I'm trying out using Python's type annotations with abstract class.
My __init__ function looks like this:
from abc import ABCMeta
class SomeClass(object, metaclass=ABCMeta):
def __init__(self, *args, **kwargs):
print("Initiating %s object.", self.__class__.__name__)
self.username = kwargs['data']
assert isinstance(self.username, str)
is_premioum = kwargs.get('premioum', False)
self.money_investmant = kwargs.get('investmant')
if isinstance(self.money_investmant, str):
self.money_investmant = float(self.money_investmant)
As you can see, kwargs could contain arguments from a several number of types- float, bool and str.
Now, I am trying to write the type annotation for the function, that looks like this:
def __init__(self, *args, **kwargs: Union[bool, str, float]) -> None:
But my PyCharm IDE alerts me:
Except type 'Integral', got 'str' instead
And:
Cannot find referance 'get' in bool | str | float'
Am I doing something wrong?
How should I write the type annotation for kwargs if it contains arguments from multiple types?
See this bug and this bug on the issue tracker for PyCharm. This is apparently an issue with PyCharm's checker; mypy (another type checker for Python) does not complain when I execute similar code.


**What you need to do:** Please copy each line from the entries that contains the string "upper".

(Beginning of Recorded information)

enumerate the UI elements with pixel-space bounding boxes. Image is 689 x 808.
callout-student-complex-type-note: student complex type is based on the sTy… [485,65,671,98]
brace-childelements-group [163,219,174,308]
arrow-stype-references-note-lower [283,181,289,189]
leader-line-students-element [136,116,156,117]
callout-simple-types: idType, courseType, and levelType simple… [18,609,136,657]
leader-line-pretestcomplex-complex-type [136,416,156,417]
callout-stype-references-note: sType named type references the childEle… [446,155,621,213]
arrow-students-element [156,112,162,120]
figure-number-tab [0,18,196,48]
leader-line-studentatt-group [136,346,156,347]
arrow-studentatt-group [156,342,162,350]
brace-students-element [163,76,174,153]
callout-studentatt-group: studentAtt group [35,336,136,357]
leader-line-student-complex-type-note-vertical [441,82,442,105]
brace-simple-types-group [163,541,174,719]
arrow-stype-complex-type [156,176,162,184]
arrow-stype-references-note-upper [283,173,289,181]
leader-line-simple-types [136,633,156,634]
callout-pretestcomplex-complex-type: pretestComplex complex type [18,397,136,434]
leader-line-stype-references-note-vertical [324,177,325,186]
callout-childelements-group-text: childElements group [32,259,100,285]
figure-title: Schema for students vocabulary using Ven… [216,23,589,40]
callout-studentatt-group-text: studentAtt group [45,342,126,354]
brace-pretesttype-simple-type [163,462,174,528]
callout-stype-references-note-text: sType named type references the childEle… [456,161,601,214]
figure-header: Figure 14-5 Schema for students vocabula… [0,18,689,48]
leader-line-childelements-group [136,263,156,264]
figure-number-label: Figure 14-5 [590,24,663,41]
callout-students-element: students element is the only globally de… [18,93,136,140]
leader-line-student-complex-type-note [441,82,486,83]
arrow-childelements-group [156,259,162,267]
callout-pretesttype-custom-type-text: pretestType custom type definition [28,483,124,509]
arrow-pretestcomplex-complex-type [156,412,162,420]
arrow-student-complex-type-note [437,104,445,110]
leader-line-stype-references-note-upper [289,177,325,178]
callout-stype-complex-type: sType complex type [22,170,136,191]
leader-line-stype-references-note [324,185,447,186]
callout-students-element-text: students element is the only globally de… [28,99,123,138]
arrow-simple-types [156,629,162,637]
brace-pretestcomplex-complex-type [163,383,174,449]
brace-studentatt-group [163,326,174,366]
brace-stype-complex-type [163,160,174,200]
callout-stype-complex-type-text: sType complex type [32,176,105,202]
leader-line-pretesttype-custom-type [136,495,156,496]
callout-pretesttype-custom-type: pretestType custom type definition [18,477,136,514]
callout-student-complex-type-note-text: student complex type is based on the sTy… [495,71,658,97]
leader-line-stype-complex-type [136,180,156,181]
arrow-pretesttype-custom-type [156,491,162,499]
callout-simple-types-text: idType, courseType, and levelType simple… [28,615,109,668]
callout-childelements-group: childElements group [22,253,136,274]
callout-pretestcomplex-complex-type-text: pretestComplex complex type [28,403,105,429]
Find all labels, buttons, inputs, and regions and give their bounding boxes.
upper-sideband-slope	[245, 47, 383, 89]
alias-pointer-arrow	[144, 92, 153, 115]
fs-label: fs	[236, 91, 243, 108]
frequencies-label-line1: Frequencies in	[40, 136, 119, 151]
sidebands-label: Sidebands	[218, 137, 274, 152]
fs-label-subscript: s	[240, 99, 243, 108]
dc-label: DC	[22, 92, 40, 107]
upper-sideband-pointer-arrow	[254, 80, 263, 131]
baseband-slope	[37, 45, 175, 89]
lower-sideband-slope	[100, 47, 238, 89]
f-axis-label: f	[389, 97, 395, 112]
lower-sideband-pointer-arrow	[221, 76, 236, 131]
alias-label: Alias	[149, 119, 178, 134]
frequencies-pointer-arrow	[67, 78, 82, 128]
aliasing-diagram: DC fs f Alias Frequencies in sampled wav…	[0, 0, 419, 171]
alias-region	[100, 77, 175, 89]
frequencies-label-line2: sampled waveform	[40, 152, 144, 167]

(End of Recorded information)

**Your response:**
arrow-stype-references-note-upper [283,173,289,181]
leader-line-stype-references-note-upper [289,177,325,178]
upper-sideband-slope	[245, 47, 383, 89]
upper-sideband-pointer-arrow	[254, 80, 263, 131]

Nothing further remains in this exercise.